‘Debo’, Dowager Duchess of Devonshire, and me

In March 2016 an extraordinary sale took place at Sotheby’s, London of the possessions of the late ‘Debo’, Dowager Duchess of Devonshire, who died on 24 September 2014. The youngest of the famous (or infamous)  Mitford girls, when she became Duchess she turned around the fortunes of one of Britain’s biggest and most famous stately homes, Chatsworth House, which had housed the fascinating and eclectic pieces that have now been sold.  I didn’t need to attend the auction because I already own something unique: a letter she wrote to me in September 2008.

I was researching my first non-fiction book, The Voice From the Garden, about the Hambro and Cobbold families, and  I needed to have access to the archives at Chatsworth. My main subject, Pamela,  had a brother, John Murray Cobbold, always called ‘Ivan’. Ivan married Blanche Cavendish, a daughter of the 9th Duke of Devonshire, so was very involved with the family. Pamela was a bridesmaid at their wedding, together with Blanche’s sister Dorothy Cavendish, who would shortly marry Harold Macmillan. I wrote to Debo and she replied with a lovely letter acknowledging the excitement of doing research – ‘I know what it is to try to find out about people long ago’ –  gave me an amusing anecdote about Ivan, whom she remembered from when she was a teenager, and got the family archivist to contact me.  A few weeks  later, with the consent of her son, the current Duke,  I was sitting in the Chatsworth archives delving into an exciting bundle of letters retrieved for me.
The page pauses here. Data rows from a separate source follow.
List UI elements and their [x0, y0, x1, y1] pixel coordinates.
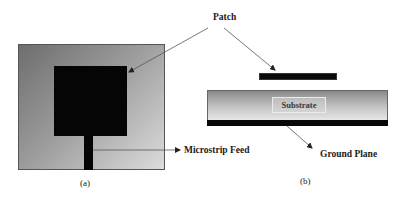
microstrip-feed-label: Microstrip Feed: [184, 145, 250, 155]
caption-b: (b): [300, 176, 311, 186]
ground-plane-arrow: [287, 126, 312, 148]
patch-label: Patch: [213, 12, 236, 22]
caption-a: (a): [80, 178, 90, 188]
patch-arrow-to-side-view: [224, 28, 275, 70]
ground-plane-label: Ground Plane: [320, 149, 377, 159]
patch-arrow-to-top-view: [129, 28, 208, 72]
arrows-layer: [0, 0, 406, 203]
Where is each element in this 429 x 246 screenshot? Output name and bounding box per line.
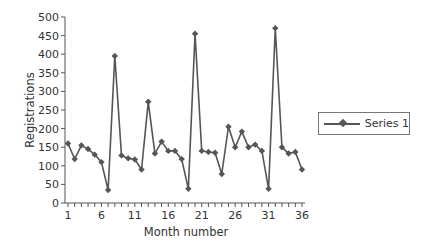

I also had the pleasure of talking to Debo on the ‘phone. About a year later I received a call from one of the Hambro family who knew her well, saying  she had a query about the book she was writing, and he thought I could help her. Could I please phone her? Fortunately I was able to give her the information she needed and she chatted about her friend, the (now late) adventurer and writer Patrick Leigh Fermor, who was then 94 – the same age as she was when she died – and said he was ‘marvellous for his age’.  So was she.  I had to phone her again a month later.  They were chats I shall treasure.

If Debo had still been a duchess when she died, I like to think she would have agreed to take part in my book Duchesses: Living in 21st Century Britain, which was published just a couple of weeks before her death. A writer herself, and not afraid of speaking, I feel she might have seized the opportunity to take part in what I believe is the first composite record of any of  our non-royal duchesses.